NEW YORK — Leading mayoral candidate Eric Adams continued to suggest Monday that the alliance between rivals Kathryn Garcia and Andrew Yang is designed to suppress the vote of Black New Yorkers — obliquely referencing poll taxes that were once used to prevent Black voters from getting to the ballot box.
On Saturday, Garcia and Yang teamed up for the frenetic get-out-the-vote phase of the campaign as the field sprints toward the finish line. For the first time, New Yorkers will be able to pick up to five candidates in order of preference as part of the new ranked-choice voting system.
Adams repeated Monday that his competitors were tone deaf for beginning their alliance on Juneteenth, a commemoration of the end of slavery that was recently made a federal holiday.
“African Americans are very clear on voter suppression. We know about the poll tax. We know about the fight we’ve had historically, how you had to go through hurdles to vote,” Adams said. “So if [my supporters] feel based on their perception that it suppresses the vote, then I respect their feeling and it’s not for me to interpret their feelings.”

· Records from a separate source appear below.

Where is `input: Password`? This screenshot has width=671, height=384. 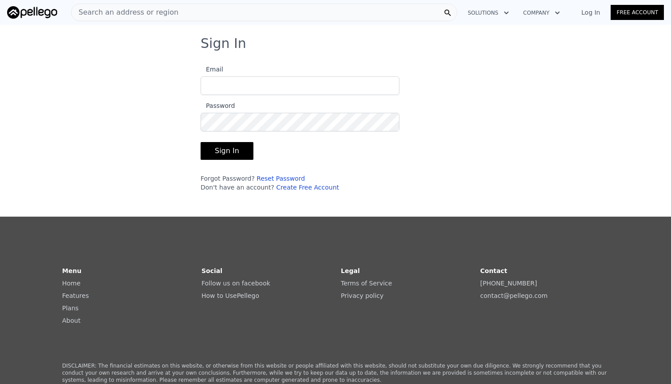
input: Password is located at coordinates (300, 122).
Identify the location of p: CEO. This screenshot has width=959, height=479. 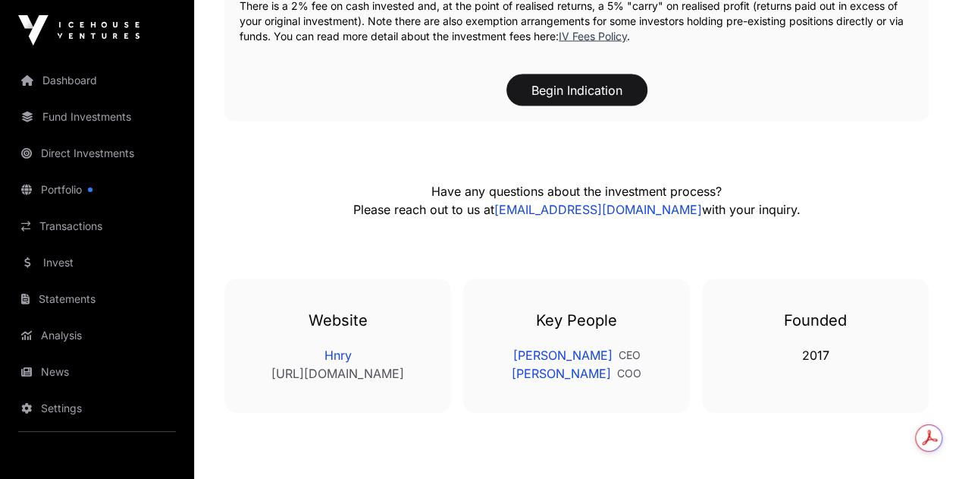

Yet it was Adams’ own campaign that issued a series of critical statements from his surrogates, who said the duo’s strategy amounts to suppressing the Black vote. Ashley Sharpton, daughter of the Rev. Al Sharpton, for example, said in a statement issued by the Adams camp that the alliance was “a cynical attempt by Garcia and Yang to disenfranchise Black voters. We didn’t march in the streets all summer last year and organize for generations just so that some rich businessman and bureaucrat who don’t relate to the masses can steal the election from us. Disgusting.”
Tag-team operations like the one forming between Yang and Garcia have happened in other cities with a ranked-choice system, which encourages candidates to seek out voters who might not necessarily pick them first but could rank them further down. In this case, the matchup appears designed to deny Adams as many second-place votes as possible.
But Adams remains favored to win in almost all of the recent surveys conducted in the race. A new Ipsos poll out Monday shows him coming in first on first-choice ballots with 28 percent, followed by Yang at 20 percent, Garcia at 15 percent and Maya Wiley at 13 percent. Adams also wins in that model after seven rounds of ranked-choice voting.
Yang addressed the Adams team’s comments at a campaign stop in Bensonhurst earlier on Monday.
“It’s hard to characterize people getting out the vote as anything other than positive,” he said. “We need people to make their voices heard. We need people to express their preferences for more than one candidate. And so I have a hard time seeing where he’s coming from. I will say that the last thing New York City needs is a mayor who uses race baiting any time he is criticized.”
Adams said Monday that other Black candidates in the race also felt the Juneteenth rollout sent the wrong message. But Wiley, who would be the first Black woman elected mayor, defended her rivals and chastised Adams for putting the alliance in racial terms.
“This partnership is not racist and we should not be using this term so loosely against other candidates at the end of a long campaign when New Yorkers are all coming together to make important choices about our collective future,” she said in a statement. “These accusations are a weaponization of real fears and concerns about our democracy, and have no place here.”
A good-government group that pushed for ranked-choice voting to be approved at the ballot box in 2019 released a statement in response to the criticisms from Adams supporters.
“There is nothing insidious or cynical about two candidates transparently using a legitimate strategy in a democratically approved system of election,” said Susan Lerner, head of Common Cause New York. “Campaigning together, as Mr. Yang and Ms. Garcia are doing, is standard practice in places like San Francisco and Minneapolis both of which have ranked choice voting and elected their first Black woman Mayor and several Black transgender candidates to the City Council, respectively.”
On Monday, Adams also blasted the Board of Elections for opting to release voters’ first-choice results the evening of the primary while waiting weeks to tabulate the winner. No candidate is expected to crack the 50 percent threshold, and the combination of waiting for absentee ballots and using the new ranked-choice system means that the actual winner won’t likely be known until mid-July.